The GCHQ Codebreakers who fought the Cold War

 

Sinclair Mackay                                                        Aurum Press, 2017

This is a sequel to Mackay’s successful The Secret Life of Bletchley Park, and follows many of the same cast as they readjust to the security climate of post-war Britain. In particular it is interesting to read of Alan Turing’s career, before it all fell apart; and he sets out  the dismaying story of the degree of anti-Semitism which pervaded Europe in that era.

 

There is no doubting the author’s love of the English language and his seemingly authoritative style. But it is often too florid, Plumstead is not just Plumstead but “the marshy South East London suburb of Plumstead” – marshy?! We learn that  “On Forest Moor in Yorkshire” (better known to the rest of the world as Menwith Hill) “as the shrewd winds scoured the rough grass and the firs…” – “shrewd winds”??? And a final example: on more than one occasion intelligence-gathering flights “swoop” – no they do not – photo reconnaissance flights and indeed ELINT ones would typically fly high, out of harm’s way.
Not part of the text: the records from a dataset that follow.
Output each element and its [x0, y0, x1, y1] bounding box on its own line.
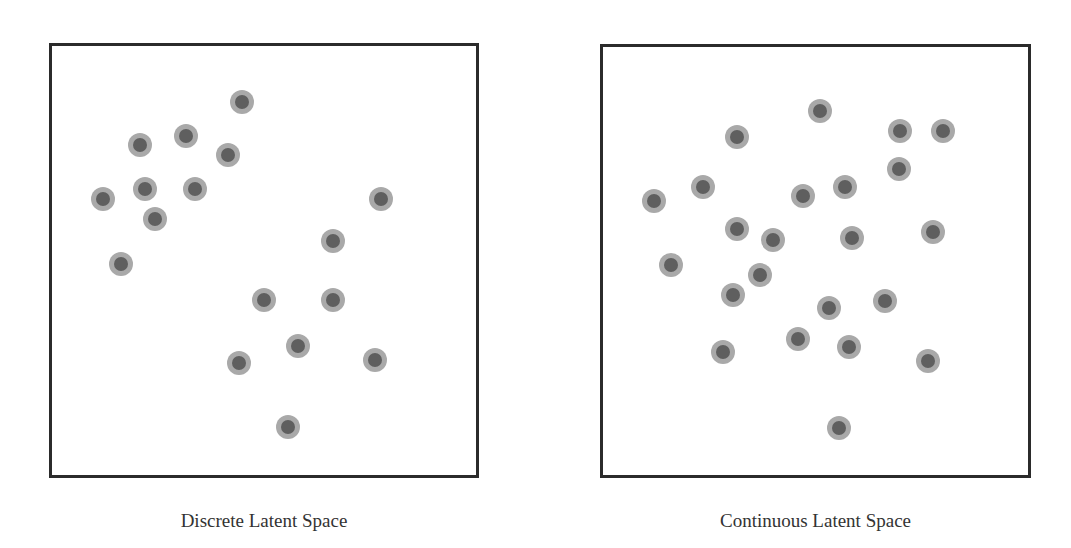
latent-point: [216, 143, 240, 167]
latent-point: [133, 177, 157, 201]
latent-point: [725, 125, 749, 149]
latent-point: [143, 207, 167, 231]
latent-point: [833, 175, 857, 199]
latent-point: [887, 157, 911, 181]
latent-point: [321, 288, 345, 312]
continuous-caption: Continuous Latent Space: [600, 510, 1031, 532]
latent-point: [286, 334, 310, 358]
latent-point: [761, 228, 785, 252]
latent-point: [748, 263, 772, 287]
latent-point: [642, 189, 666, 213]
latent-point: [725, 217, 749, 241]
latent-point: [791, 184, 815, 208]
latent-point: [931, 119, 955, 143]
latent-point: [840, 226, 864, 250]
latent-point: [691, 175, 715, 199]
latent-point: [230, 90, 254, 114]
latent-point: [888, 119, 912, 143]
latent-point: [363, 348, 387, 372]
latent-point: [916, 349, 940, 373]
latent-point: [721, 283, 745, 307]
latent-point: [921, 220, 945, 244]
latent-point: [837, 335, 861, 359]
latent-point: [711, 340, 735, 364]
latent-point: [808, 99, 832, 123]
latent-point: [827, 416, 851, 440]
latent-point: [109, 252, 133, 276]
latent-point: [91, 187, 115, 211]
latent-point: [321, 229, 345, 253]
latent-point: [873, 289, 897, 313]
latent-point: [369, 187, 393, 211]
latent-point: [786, 327, 810, 351]
latent-point: [252, 288, 276, 312]
latent-point: [659, 253, 683, 277]
latent-point: [183, 177, 207, 201]
discrete-caption: Discrete Latent Space: [49, 510, 479, 532]
latent-point: [227, 351, 251, 375]
latent-point: [128, 133, 152, 157]
latent-point: [276, 415, 300, 439]
latent-point: [817, 296, 841, 320]
latent-point: [174, 124, 198, 148]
Once the reader becomes aware of such tendency to florid prose they may become a little irritated.

 

Clearly with this subject, raw material may be a little lacking, and one senses that, as the timescale nears the present , archives become very arid. Mackay partly masks this by extensive exposition of the political environment. But at times it would seem his research is a little imaginative: during Russia’s attempted starvation of Berlin in 1948-9, we read that the Allies “parachuted” supplies into the beleaguered city. I think not,  they came via the more reliable route of an airlift into Tegel airport.  

 

So overall a confident, but flawed,  exposition of an interesting topic.

 

The book can also be bought direct from the publisher here.